Choosing and applying the best design pattern for the particular problem

Started by
19 comments, last by nerijus ramanauskas 14 years, 1 month ago
Quote:Original post by rip-off
Quote:
Ok, if, suppose, I want to overload the cast operator (operator signed int())?

This is almost never a good idea. It can cause all sorts of subtle bugs.


And if I make it private (sorry, forgot to mention it), add some "friends" as well as static_cast (imagine it's just a template function that may be controlled by a user/developer), it will cause no sorts of problems.
Advertisement
Quote:Original post by nerijus ramanauskas
And if I make it private (sorry, forgot to mention it), add some "friends" as well as static_cast (imagine it's just a template function that may be controlled by a user/developer), it will cause no sorts of problems.


This just adds two more kinds of problems.

Sequence really is a problem solved completely by STL.
Quote:
...it will cause no sorts of problems.

It is your code base - you're the one who has to maintain it.

I'm not convinced you gain anything over having an explicit member function whose name describes the operation. Using static_cast is likely to take longer to write and still be less clear.

My impression from this thread is that you are maybe a little too eager to use some of the more obscure areas of C++, like implicit conversion operators and template specialisation, when there are clearer and simpler alternatives available. It might be worth thinking about what this buys you in the long run.
Quote:Original post by nerijus ramanauskas
The problem is that if I inhert the base class and if that class has some methods that return some new objects of the same class, return type won't change if I inherting that base class.

Well, since you are specifically asking for a pattern, I'm gonna mention the Curiously recurring template pattern ;-)
Ok, let's see:
template< typename Left_, typename Right_ >Left_ Convert< Left_, Right_ >( const Right_& Convert_ ){    return Left_( Convert_ );}class X{public:    // ...private:    template< typename Left_, typename Right_ >    friend Left_ Convert< Left_, Right_ >( const Right_& Convert_ );    /* unsigned char* */ operator unsigned char*( void );};

Let me see if there's a problem. /* global */ void /*::*/DoDoDo( unsigned char* ); DoDoDo( X() ); is not a problem, since it's not supported anyway if there's no explicit/public/etc cast operator.
My my! DevFred, almost there! Almost there! Let me see!
DevFred, this is really it! You've got a it! Danke!

I just, you know, hate STL and I think STL/C++ STD is extremely overdesigned. What I'm trying to do is to make it safe and clean to live in!

Extremely thankful for all you folks!
Have a nice day.
Yay, ok. Free functions meet the best. Will use them. But (just for greater curiousity) what if C++ was an absolute OO programming lang just like C# is? Free functions ain't exist. Would use static methods? Could think of a better choice. Huh?

Danke.
Quote:Original post by nerijus ramanauskas
Yay, ok. Free functions meet the best. Will use them. But (just for greater curiousity) what if C++ was an absolute OO programming lang just like C# is? Free functions ain't exist.
Thank God/Bjarne that ain't the case ;)
Though yeah you'd use static classes (you can pretend that the class owning the static methods is like a namespace in this case).
Quote:Original post by nerijus ramanauskas
But (just for greater curiousity) what if C++ was an absolute OO programming lang just like C# is?

Modern C# is not an "absolute OO" language either, it has functional ingredients as well. Being pure OO does not mean being good.

This topic is closed to new replies.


**ABOUT THIS TASK**
Every entry must be set down exactly in the answer; no pictures should appear.

**Dataset entries on figures**
○ ○ ○ ○ ○ ○ ○
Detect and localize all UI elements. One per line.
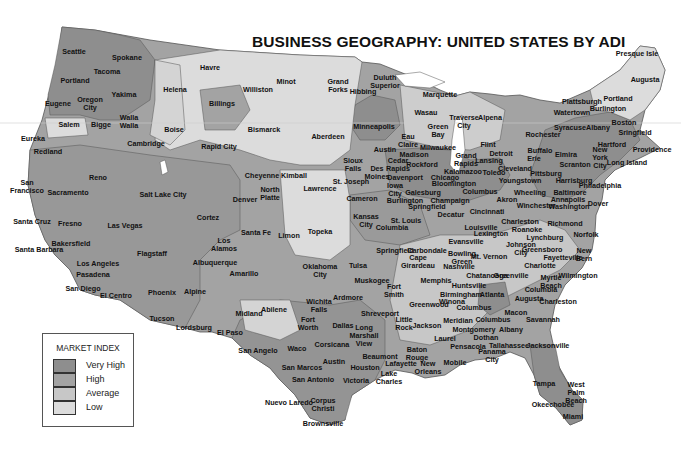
city-label: Lordsburg — [176, 324, 212, 332]
city-label: Burlington — [590, 105, 626, 113]
city-label: Tampa — [533, 380, 556, 388]
legend-item-low: Low — [53, 401, 133, 416]
city-label: Cortez — [197, 214, 219, 222]
city-label: San Antonio — [292, 376, 334, 384]
city-label: Erie — [527, 155, 541, 163]
city-label: Santa Cruz — [13, 218, 51, 226]
city-label: Brownsville — [303, 420, 343, 428]
city-label: North Platte — [260, 186, 280, 202]
city-label: Cincinnati — [470, 208, 505, 216]
city-label: Portland — [603, 95, 632, 103]
city-label: Flint — [480, 141, 495, 149]
city-label: Victoria — [343, 377, 369, 385]
city-label: Little Rock — [395, 316, 413, 332]
city-label: Portland — [60, 77, 89, 85]
city-label: Eau Claire — [398, 133, 418, 149]
city-label: Topeka — [308, 228, 333, 236]
city-label: Scranton — [559, 161, 590, 169]
city-label: Tacoma — [94, 68, 121, 76]
city-label: Cambridge — [127, 140, 165, 148]
legend-label-very-high: Very High — [86, 360, 125, 370]
legend-label-low: Low — [86, 402, 103, 412]
legend-item-high: High — [53, 373, 133, 388]
city-label: Las Vegas — [107, 222, 142, 230]
city-label: Oregon City — [77, 96, 103, 112]
city-label: Mobile — [444, 359, 467, 367]
city-label: Albuquerque — [193, 259, 237, 267]
city-label: El Centro — [100, 292, 132, 300]
city-label: Watertown — [554, 109, 590, 117]
city-label: Okeechobee — [532, 401, 575, 409]
legend-swatch-average — [53, 387, 76, 401]
city-label: Pasadena — [76, 271, 110, 279]
city-label: Traverse City — [449, 114, 479, 130]
city-label: Memphis — [420, 277, 451, 285]
city-label: Columbia — [525, 286, 558, 294]
city-label: Augusta — [631, 76, 660, 84]
legend-label-average: Average — [86, 388, 119, 398]
city-label: Seattle — [62, 48, 86, 56]
city-label: Salem — [58, 121, 79, 129]
city-label: Austin — [323, 358, 345, 366]
city-label: Lafayette — [385, 360, 417, 368]
city-label: Denver — [233, 196, 257, 204]
city-label: Lake Charles — [376, 370, 402, 386]
city-label: Minneapolis — [353, 123, 395, 131]
city-label: Miami — [563, 413, 583, 421]
city-label: Greenville — [494, 272, 529, 280]
city-label: Charlotte — [524, 262, 556, 270]
city-label: Cleveland — [498, 165, 532, 173]
city-label: Alpine — [184, 288, 206, 296]
city-label: Flagstaff — [137, 250, 167, 258]
city-label: Salt Lake City — [139, 191, 186, 199]
city-label: Nashville — [443, 263, 475, 271]
city-label: Los Angeles — [77, 260, 119, 268]
city-label: Albany — [586, 124, 610, 132]
city-label: Akron — [497, 196, 518, 204]
city-label: Tulsa — [349, 262, 367, 270]
city-label: Jacksonville — [527, 342, 570, 350]
city-label: Nuevo Laredo — [265, 399, 313, 407]
city-label: Bismarck — [248, 126, 280, 134]
city-label: Walla Walla — [120, 114, 139, 130]
city-label: Santa Barbara — [15, 246, 64, 254]
city-label: Fort Worth — [298, 316, 319, 332]
map-title: BUSINESS GEOGRAPHY: UNITED STATES BY ADI — [252, 33, 625, 51]
legend-item-very-high: Very High — [53, 359, 133, 374]
city-label: New Orleans — [415, 360, 442, 376]
city-label: Sringfield — [618, 129, 651, 137]
legend-swatch-low — [53, 401, 76, 415]
city-label: Charleston — [539, 298, 577, 306]
city-label: Aberdeen — [311, 133, 344, 141]
city-label: Cheyenne — [245, 172, 279, 180]
city-label: Panama City — [478, 348, 506, 364]
city-label: St. Joseph — [333, 178, 369, 186]
legend-label-high: High — [86, 374, 105, 384]
city-label: Kimball — [281, 172, 307, 180]
city-label: Champaign — [430, 197, 469, 205]
city-label: Wheeling — [514, 189, 546, 197]
city-label: Kalamazoo — [444, 168, 482, 176]
city-label: San Angelo — [238, 347, 277, 355]
city-label: Helena — [163, 86, 187, 94]
city-label: San Marcos — [282, 364, 322, 372]
city-label: Tucson — [149, 315, 174, 323]
city-label: Mt. Vernon — [471, 253, 508, 261]
city-label: New York City — [592, 146, 607, 170]
city-label: Cameron — [346, 195, 377, 203]
city-label: Austin — [374, 146, 396, 154]
city-label: Ardmore — [333, 294, 363, 302]
city-label: Fresno — [58, 220, 82, 228]
city-label: Columbus — [475, 316, 510, 324]
city-label: Presque Isle — [616, 50, 658, 58]
city-label: Winchester — [517, 202, 556, 210]
city-label: Spokane — [112, 54, 142, 62]
city-label: Amarillo — [230, 270, 259, 278]
city-label: Rapid City — [201, 143, 237, 151]
legend-swatch-very-high — [53, 359, 76, 373]
city-label: Decatur — [438, 211, 465, 219]
city-label: Waco — [288, 345, 307, 353]
city-label: Marquette — [423, 91, 457, 99]
city-label: Long Marshall View — [349, 324, 378, 348]
city-label: Midland — [235, 310, 262, 318]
○ ○ ○ ○ ○ ○ ○
**TASK OUTPUT**
Detect and localize all UI elements. One per line.
city-label: Lordsburg — [176, 324, 212, 332]
city-label: Burlington — [590, 105, 626, 113]
city-label: Tampa — [533, 380, 556, 388]
legend-item-low: Low — [53, 401, 133, 416]
city-label: Cortez — [197, 214, 219, 222]
city-label: San Antonio — [292, 376, 334, 384]
city-label: Erie — [527, 155, 541, 163]
city-label: Santa Cruz — [13, 218, 51, 226]
city-label: Brownsville — [303, 420, 343, 428]
city-label: North Platte — [260, 186, 280, 202]
city-label: Cincinnati — [470, 208, 505, 216]
city-label: Portland — [603, 95, 632, 103]
city-label: Flint — [480, 141, 495, 149]
city-label: Victoria — [343, 377, 369, 385]
city-label: Little Rock — [395, 316, 413, 332]
city-label: Portland — [60, 77, 89, 85]
city-label: Eau Claire — [398, 133, 418, 149]
city-label: Topeka — [308, 228, 333, 236]
city-label: Scranton — [559, 161, 590, 169]
city-label: Tacoma — [94, 68, 121, 76]
city-label: Cambridge — [127, 140, 165, 148]
legend-label-very-high: Very High — [86, 360, 125, 370]
legend-label-low: Low — [86, 402, 103, 412]
legend-item-high: High — [53, 373, 133, 388]
city-label: Las Vegas — [107, 222, 142, 230]
city-label: Oregon City — [77, 96, 103, 112]
city-label: Mobile — [444, 359, 467, 367]
city-label: Albuquerque — [193, 259, 237, 267]
city-label: El Centro — [100, 292, 132, 300]
city-label: Watertown — [554, 109, 590, 117]
city-label: Okeechobee — [532, 401, 575, 409]
legend-swatch-average — [53, 387, 76, 401]
city-label: Pasadena — [76, 271, 110, 279]
city-label: Traverse City — [449, 114, 479, 130]
city-label: Memphis — [420, 277, 451, 285]
city-label: Columbia — [525, 286, 558, 294]
city-label: Augusta — [631, 76, 660, 84]
legend-label-average: Average — [86, 388, 119, 398]
city-label: Seattle — [62, 48, 86, 56]
city-label: Salem — [58, 121, 79, 129]
city-label: Austin — [323, 358, 345, 366]
city-label: Lafayette — [385, 360, 417, 368]
city-label: Denver — [233, 196, 257, 204]
city-label: Lake Charles — [376, 370, 402, 386]
city-label: Minneapolis — [353, 123, 395, 131]
city-label: Miami — [563, 413, 583, 421]
city-label: Greenville — [494, 272, 529, 280]
city-label: Charlotte — [524, 262, 556, 270]
city-label: Cleveland — [498, 165, 532, 173]
city-label: Alpine — [184, 288, 206, 296]
city-label: Flagstaff — [137, 250, 167, 258]
city-label: Salt Lake City — [139, 191, 186, 199]
city-label: Nashville — [443, 263, 475, 271]
city-label: Los Angeles — [77, 260, 119, 268]
city-label: Albany — [586, 124, 610, 132]
city-label: Akron — [497, 196, 518, 204]
city-label: Tulsa — [349, 262, 367, 270]
city-label: Jacksonville — [527, 342, 570, 350]
city-label: Nuevo Laredo — [265, 399, 313, 407]
city-label: Bismarck — [248, 126, 280, 134]
city-label: Walla Walla — [120, 114, 139, 130]
city-label: Santa Barbara — [15, 246, 64, 254]
city-label: Fort Worth — [298, 316, 319, 332]
map-title: BUSINESS GEOGRAPHY: UNITED STATES BY ADI — [252, 33, 625, 51]
legend-item-very-high: Very High — [53, 359, 133, 374]
city-label: New Orleans — [415, 360, 442, 376]
city-label: Sringfield — [618, 129, 651, 137]
legend-swatch-low — [53, 401, 76, 415]
city-label: Charleston — [539, 298, 577, 306]
city-label: Aberdeen — [311, 133, 344, 141]
city-label: Cheyenne — [245, 172, 279, 180]
city-label: Panama City — [478, 348, 506, 364]
city-label: St. Joseph — [333, 178, 369, 186]
legend-label-high: High — [86, 374, 105, 384]
city-label: Kimball — [281, 172, 307, 180]
city-label: Champaign — [430, 197, 469, 205]
city-label: Wheeling — [514, 189, 546, 197]
city-label: Kalamazoo — [444, 168, 482, 176]
city-label: San Angelo — [238, 347, 277, 355]
city-label: Helena — [163, 86, 187, 94]
city-label: San Marcos — [282, 364, 322, 372]
city-label: Tucson — [149, 315, 174, 323]
city-label: Mt. Vernon — [471, 253, 508, 261]
city-label: New York City — [592, 146, 607, 170]
city-label: Cameron — [346, 195, 377, 203]
city-label: Austin — [374, 146, 396, 154]
city-label: Ardmore — [333, 294, 363, 302]
city-label: Fresno — [58, 220, 82, 228]
city-label: Columbus — [475, 316, 510, 324]
city-label: Presque Isle — [616, 50, 658, 58]
city-label: Winchester — [517, 202, 556, 210]
city-label: Spokane — [112, 54, 142, 62]
city-label: Amarillo — [230, 270, 259, 278]
city-label: Rapid City — [201, 143, 237, 151]
legend-swatch-very-high — [53, 359, 76, 373]
city-label: Decatur — [438, 211, 465, 219]
city-label: Waco — [288, 345, 307, 353]
city-label: Marquette — [423, 91, 457, 99]
city-label: Long Marshall View — [349, 324, 378, 348]
city-label: Midland — [235, 310, 262, 318]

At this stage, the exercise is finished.